Wachusett special education director reports staffing, service‑alignment gains and DESE reclassification to 'meets requirements'
Summary
Director DeAngelis, director of special education for the Wachusett Regional School District, told the board that the district has added roughly 17 professional special‑education positions, realigned service providers across 13 schools and moved from a DESE "needs intervention" designation to "meets requirements."
Director DeAngelis, director of special education for the Wachusett Regional School District, told the committee that the district has made measurable progress in special education services over the last two years, including staff increases, caseload realignment and programmatic changes.

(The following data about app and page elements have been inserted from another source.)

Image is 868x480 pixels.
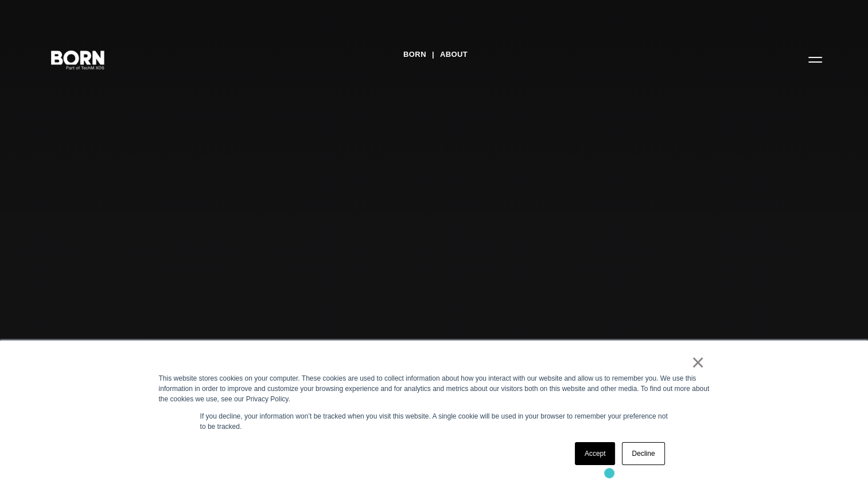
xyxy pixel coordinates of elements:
[801,47,829,71] button: Open
[575,442,616,465] a: Accept
[691,357,705,367] a: ×
[622,442,665,465] a: Decline
[403,46,427,63] a: BORN
[440,46,468,63] a: About
[159,373,710,404] div: This website stores cookies on your computer. These cookies are used to collect information about...
[200,411,668,432] p: If you decline, your information won’t be tracked when you visit this website. A single cookie wi...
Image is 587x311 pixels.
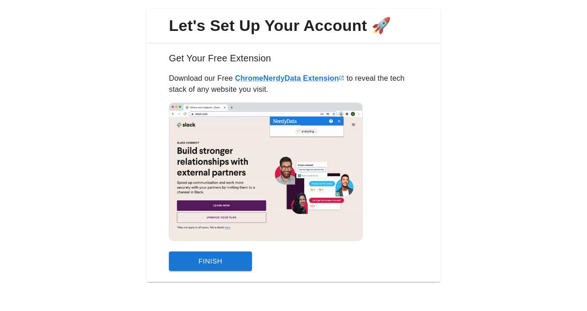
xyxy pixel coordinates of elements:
[154,51,433,73] h6: Get Your Free Extension
[154,16,433,36] span: Let's Set Up Your Account 🚀
[541,246,576,281] iframe: Drift Widget Chat Controller
[235,74,344,82] a: ChromeNerdyData Extension
[169,73,418,95] p: Download our Free to reveal the tech stack of any website you visit.
[169,252,252,271] button: Finish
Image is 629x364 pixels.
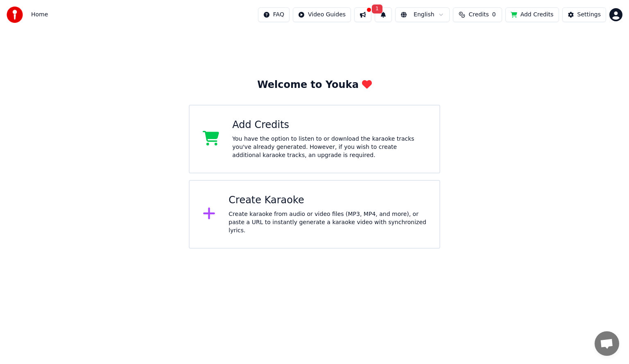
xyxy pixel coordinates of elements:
[7,7,23,23] img: youka
[257,79,372,91] div: Welcome to Youka
[258,8,289,22] button: FAQ
[453,8,501,22] button: Credits0
[232,119,426,131] div: Add Credits
[232,135,426,160] div: You have the option to listen to or download the karaoke tracks you've already generated. However...
[562,8,606,22] button: Settings
[372,5,383,14] span: 1
[375,8,391,22] button: 1
[229,210,426,235] div: Create karaoke from audio or video files (MP3, MP4, and more), or paste a URL to instantly genera...
[229,194,426,207] div: Create Karaoke
[492,11,496,18] span: 0
[31,11,48,18] nav: breadcrumb
[505,8,559,22] button: Add Credits
[293,8,351,22] button: Video Guides
[594,331,619,356] div: Open chat
[577,11,601,18] div: Settings
[468,11,488,18] span: Credits
[31,11,48,18] span: Home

"We increased professional staffing through attrition. There were about 17 professional positions that were added to our special ed program to better serve our students," Director DeAngelis said, describing district efforts to align providers to school locations, even out caseloads and schedule team meeting days so staff can consult without losing instructional time.
The director said the district has about 1,100 students on individualized education programs across 13 schools and credited a technology‑driven service‑delivery report with helping identify service needs by building. She described new team‑chair roles in each school, co‑teaching expansion, program renaming and expanded inclusive and unified course offerings at the middle and high school levels.
DeAngelis summarized results from the Massachusetts Department of Elementary and Secondary Education’s (DESE) Integrated Monitoring Review, saying the district previously was in a "needs intervention" status but "in one year, we received a meets requirements." She added that 36 of 38 criteria were found fully implemented and the three civil‑rights criteria reviewed were fully implemented as well.
The director was explicit about the two partially implemented areas identified by DESE. One concerns notices to parents about transfer of rights at age 18. "We aren't consistently sending out notices that we need to work on," she said. The other is timely provision of finalized IEP documents to parents after a meeting; DeAngelis said DESE’s interpretation requires districts to provide the IEP within five days following the IEP meeting, which will require procedural adjustments.
Committee members pressed for detail on several topics. Member Poole asked how cost‑sharing is handled when parents live in different districts; DeAngelis said cost responsibility is split when parents have equal custody. Member Kirschbaum asked how the district responds to parents who say their child’s experience has not improved; DeAngelis said data‑driven decision making and clearer communication with families is a priority and cited a reduced number of PRS complaints. Member Runstrom and others pressed on staffing needs to expand authentic co‑teaching; DeAngelis said reaching a district‑level goal such as 75% of students in full inclusion would likely require additional special‑education teachers and expanded professional development.
DeAngelis pointed to several concrete program elements: expanded unified extracurriculars, internships and community‑based employment placements (including partnerships at Anna Maria College, local businesses and nonprofits), a newly inclusive preschool classroom and the addition of teachers to support intensive instruction at the middle level. She also reported improved outcomes tied to attendance, MCAS and graduation tracking: the district reduced dropouts among students with IEPs from the prior year and noted increases in inclusion rates of about 4 percentage points districtwide.
The superintendent and the committee acknowledged continued work remains, especially on communication with families and implementing the two corrective actions identified by DESE. DeAngelis said corrective steps include delivering completed IEPs to parents within the required five‑day window and consistently providing the transfer‑of‑rights notice prior to students’ 18th birthdays.
The presentation generated several requests for follow‑up, including more detailed documentation for parents and a future report on progress toward expanding co‑teaching and staffing to support greater inclusion.